Previous clinical studies have observed that survivors of the sudden, widespread lung damage from acute respiratory distress syndrome (ARDS)—one of the symptoms of the H1N1 swine flu pandemic—can fully recover lung function in just six months. In this current report, collaborative research teams from Singapore and New England showed in animal studies that a lung stem cell population, dubbed p63+Krt5+, was essential for regeneration after lung damage caused by H1N1 infection. Using a sophisticated genetic technique, the team tracked these p63+Krt5+ cells following infection-induced lung damage. In 15 days after infection, and even more so by day 60, the stem cells clearly had expanded, migrated into the damaged regions of the lungs, and begun assembling into new alveoli. In non-infected animals these results weren’t observed.

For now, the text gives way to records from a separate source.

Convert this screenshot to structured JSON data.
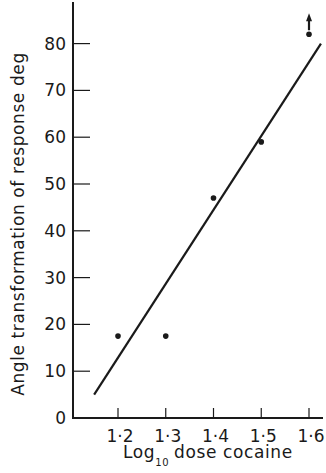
{
  "chart_data": {
    "type": "scatter",
    "title": "",
    "xlabel": "Log10 dose cocaine",
    "xlabel_main": "Log",
    "xlabel_sub": "10",
    "xlabel_rest": "dose cocaine",
    "ylabel": "Angle transformation of response deg",
    "xlim": [
      1.1,
      1.62
    ],
    "ylim": [
      0,
      90
    ],
    "x_ticks": [
      1.2,
      1.3,
      1.4,
      1.5,
      1.6
    ],
    "x_tick_labels": [
      "1·2",
      "1·3",
      "1·4",
      "1·5",
      "1·6"
    ],
    "y_ticks": [
      0,
      10,
      20,
      30,
      40,
      50,
      60,
      70,
      80
    ],
    "y_tick_labels": [
      "0",
      "10",
      "20",
      "30",
      "40",
      "50",
      "60",
      "70",
      "80"
    ],
    "grid": false,
    "legend": null,
    "series": [
      {
        "name": "observed responses",
        "type": "scatter",
        "points": [
          {
            "x": 1.2,
            "y": 17.5
          },
          {
            "x": 1.3,
            "y": 17.5
          },
          {
            "x": 1.4,
            "y": 47
          },
          {
            "x": 1.5,
            "y": 59
          },
          {
            "x": 1.6,
            "y": 82,
            "annotation": "arrow-up (value exceeds plotted)"
          }
        ]
      },
      {
        "name": "fitted regression line",
        "type": "line",
        "points": [
          {
            "x": 1.15,
            "y": 5
          },
          {
            "x": 1.625,
            "y": 80
          }
        ]
      }
    ]
  }
}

To make sure these results were specifically due to the p63+Krt5+ cells, the researchers reached into their genetic toolbox again to enable them to kill off just the p63+Krt5+ cells during this experiment. Now, when the infection-induced lung damage was repeated no lung regeneration was seen, resulting in lung scarring and poor oxygen capacity in the animals. Their follow up experiment was the most intriguing: again, the p63+Krt5+ stem cell kill off and infection-induced lung damage was repeated but this time p63+Krt5+ stem cells grown in the lab were transplanted to the lungs. Following transplant, lung regeneration was restored and the stem cells matured into alveolar cells, which are components of the lung air sacs.

The existence of these lung stem cells and their role in lung regeneration is bolstered by an independent UCSF study, reporting in the same issue of Nature, that show the cells’ ability to migrate to the site of injury and contribute to healing. They include fascinating video microscopy of the stem cells’ migration into the lung tissue.

All of these results suggest a new avenue to explore for treating deadly lung diseases like COPD, which killed an estimated 3 million people worldwide in 2012. Patricia Inacio, writing for Lung Disease News, summed it up this way:

“Enhancing this ability of the lungs to regenerate after an injury can aid in the treatment of a wide range of pulmonary diseases. This study opens up new therapeutic possibilities, especially with the stem cell-based therapies for a variety of diseases.”